Green - Labour market
Strengthen Equality Act enforcement
Increase workplace equality enforcement, reporting duties and penalties for persistent discrimination.
Last updated: May 2026.
Baseline capacity
The central case adds regulator, tribunal and public-employer compliance capacity above existing Equality Act enforcement.
- Official equality-plan costs are tiny.
- Stronger enforcement is a different policy.
- Tribunal capacity matters.
Core trade-offs
Discriminated workers gain stronger remedies. Employers with poor practices bear compliance and litigation costs. Participation benefits are possible but slow.
- Protected workers gain remedies.
- Employers face compliance costs.
- Output benefits are slow.
Illustrative fiscal impact
+GBP 0.2bn to +GBP 3.0bn. Central estimate: +GBP 0.8bn.
- Positive numbers mean public-finance pressure; negative numbers mean Exchequer savings.
- Gross costs are separated from tax, NI and benefit offsets.
- Private business costs are not automatically fiscal costs.
- Behavioural responses widen the range materially.
- This is not an official costing.
Economic impact by 2027-28
- Jobs: May improve participation, but compliance and litigation can reduce marginal hiring in exposed firms.
- Wages: Could reduce discriminatory pay gaps, not raise pay generally.
- Prices: Small aggregate effect; compliance-heavy sectors may pass through costs.
- GDP / productivity: Short-run likely mildly negative; long-run matching gains uncertain.
Assessment
Stronger enforcement can improve fairness, but the economics are not free. It adds compliance and litigation costs immediately, while labour-market participation and matching benefits are uncertain and slower.
Confidence: Low. Official equality-plan costs are small; a serious enforcement regime is not costed.
Main risks
- Tribunal backlog: More claims may worsen delays unless capacity rises first.
- Compliance burden: Small firms may face fixed reporting and legal costs.
- Weak targeting: Broad duties can produce paperwork without reducing discrimination.
Safeguards
- Fund EHRC and tribunal capacity.
- Target repeat offenders first.
- Publish outcome metrics, not paperwork.
Academic evidence
Autor, Kerr and Kugler, Economic Journal, 2007
Does Employment Protection Reduce Productivity?
Employment-protection changes can reduce productivity where firms face higher firing and adjustment costs.
Supports caution on policies that raise dismissal, scheduling or adjustment costs.
DiNardo, Fortin and Lemieux, Econometrica, 1996
Labor Market Institutions and the Distribution of Wages, 1973-1992
Labour-market institutions can compress wage inequality through wage floors and bargaining power.
Useful for distributional channels, not for claiming free fiscal gains.
Labor Market Institutions and the Distribution of Wages, 1973-1992 (1996)
UK government evidence
Equality and Human Rights Commission, 2025
Strategic plan 2025 to 2028
EHRC strategy sets enforcement priorities for equality and human-rights law.
Relevant to stronger Equality Act enforcement.
Department for Business and Trade, 2026
Employment Rights Act 2025 - Economic Analysis
The ERA economic analysis estimates around GBP 1bn annual direct business cost before social-care bargaining.
Provides official baseline costs and affected groups.
Department for Business and Trade, 2026
Employment Rights Act 2025 impact assessments
The IA collection separates guaranteed hours, unfair dismissal, fire and rehire, union and equality measures.
Prevents treating broad rights packages as one undifferentiated pledge.
Ministry of Justice, 2026
Tribunal Statistics Quarterly: October to December 2025
Employment Tribunals received 13,000 single claims and had 58,000 open single cases in Q3 2025.
Shows enforcement capacity is already a binding risk.
Tribunal Statistics Quarterly: October to December 2025 (2026)
Sources
- PolicyLens illustrative scenario methodology for strengthen equality act enforcement Internal - PolicyLens, 2026
- Strategic plan 2025 to 2028 Regulator strategy - Equality and Human Rights Commission, 2025
- Employment Rights Act 2025 - Economic Analysis UK government report - Department for Business and Trade, 2026
- Employment Rights Act 2025 impact assessments Impact assessment collection - Department for Business and Trade, 2026
- Tribunal Statistics Quarterly: October to December 2025 Official statistics - Ministry of Justice, 2026
- Does Employment Protection Reduce Productivity? Academic article - Autor, Kerr and Kugler, Economic Journal, 2007
- OECD Employment Outlook 2024 International report - OECD, 2024
- Labor Market Institutions and the Distribution of Wages, 1973-1992 Academic article - DiNardo, Fortin and Lemieux, Econometrica, 1996
- Workers' Charter 2026 Party policy source - Green Party of England and Wales, 2026
Other Green policies
PolicyLens estimates are illustrative and not official costings.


* [AIM OF THE TASK]:
Using the listing, work out the number of lines where "worksheet" shows up, and answer with that number alone.

═════ MATERIAL TO PROCESS

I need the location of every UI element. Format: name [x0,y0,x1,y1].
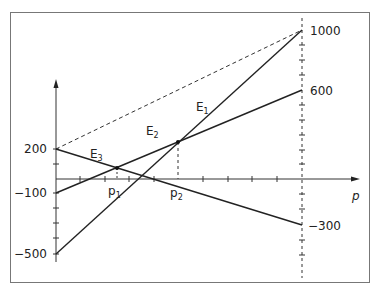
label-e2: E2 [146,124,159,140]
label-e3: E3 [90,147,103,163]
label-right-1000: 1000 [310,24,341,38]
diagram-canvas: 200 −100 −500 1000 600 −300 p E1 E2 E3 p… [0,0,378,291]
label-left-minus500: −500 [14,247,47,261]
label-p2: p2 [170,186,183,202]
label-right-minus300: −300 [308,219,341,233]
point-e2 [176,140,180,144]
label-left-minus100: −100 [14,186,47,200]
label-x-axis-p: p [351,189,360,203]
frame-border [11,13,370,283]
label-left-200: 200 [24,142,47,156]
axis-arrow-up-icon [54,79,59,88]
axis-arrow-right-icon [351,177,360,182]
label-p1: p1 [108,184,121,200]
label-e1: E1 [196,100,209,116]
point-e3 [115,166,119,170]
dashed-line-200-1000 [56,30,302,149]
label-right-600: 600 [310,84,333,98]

══════════
═════ MATERIAL TO PROCESS

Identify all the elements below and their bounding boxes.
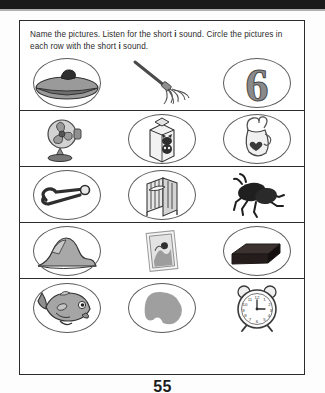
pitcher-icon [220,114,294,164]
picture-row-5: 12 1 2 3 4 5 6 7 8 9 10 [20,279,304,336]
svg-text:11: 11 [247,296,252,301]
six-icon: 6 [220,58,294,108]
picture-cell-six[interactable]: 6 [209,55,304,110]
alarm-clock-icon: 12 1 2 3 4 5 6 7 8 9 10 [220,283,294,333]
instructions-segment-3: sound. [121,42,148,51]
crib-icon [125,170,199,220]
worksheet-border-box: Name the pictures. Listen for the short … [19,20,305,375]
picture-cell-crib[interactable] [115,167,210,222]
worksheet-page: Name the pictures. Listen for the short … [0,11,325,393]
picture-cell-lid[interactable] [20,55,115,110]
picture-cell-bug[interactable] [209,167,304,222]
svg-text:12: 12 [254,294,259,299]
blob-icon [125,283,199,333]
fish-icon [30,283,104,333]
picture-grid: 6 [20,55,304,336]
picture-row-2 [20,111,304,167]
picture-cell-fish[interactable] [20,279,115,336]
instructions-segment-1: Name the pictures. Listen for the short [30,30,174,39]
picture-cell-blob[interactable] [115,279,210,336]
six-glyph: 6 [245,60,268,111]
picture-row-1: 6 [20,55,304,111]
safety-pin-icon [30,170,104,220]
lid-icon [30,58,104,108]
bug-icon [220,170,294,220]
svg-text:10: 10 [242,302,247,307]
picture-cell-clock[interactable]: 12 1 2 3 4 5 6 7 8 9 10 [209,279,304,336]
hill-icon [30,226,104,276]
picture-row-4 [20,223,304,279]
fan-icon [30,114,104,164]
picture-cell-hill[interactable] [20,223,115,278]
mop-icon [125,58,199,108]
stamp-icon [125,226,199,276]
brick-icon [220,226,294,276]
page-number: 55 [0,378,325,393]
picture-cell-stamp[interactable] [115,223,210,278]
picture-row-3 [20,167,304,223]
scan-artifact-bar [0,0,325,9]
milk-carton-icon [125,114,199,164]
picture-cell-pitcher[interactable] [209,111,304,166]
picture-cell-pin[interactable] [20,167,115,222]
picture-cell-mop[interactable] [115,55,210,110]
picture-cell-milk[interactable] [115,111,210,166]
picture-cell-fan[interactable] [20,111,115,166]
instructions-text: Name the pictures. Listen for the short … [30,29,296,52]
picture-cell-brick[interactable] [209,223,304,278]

══════════

* [ANSWER TO THE EXERCISE]:
2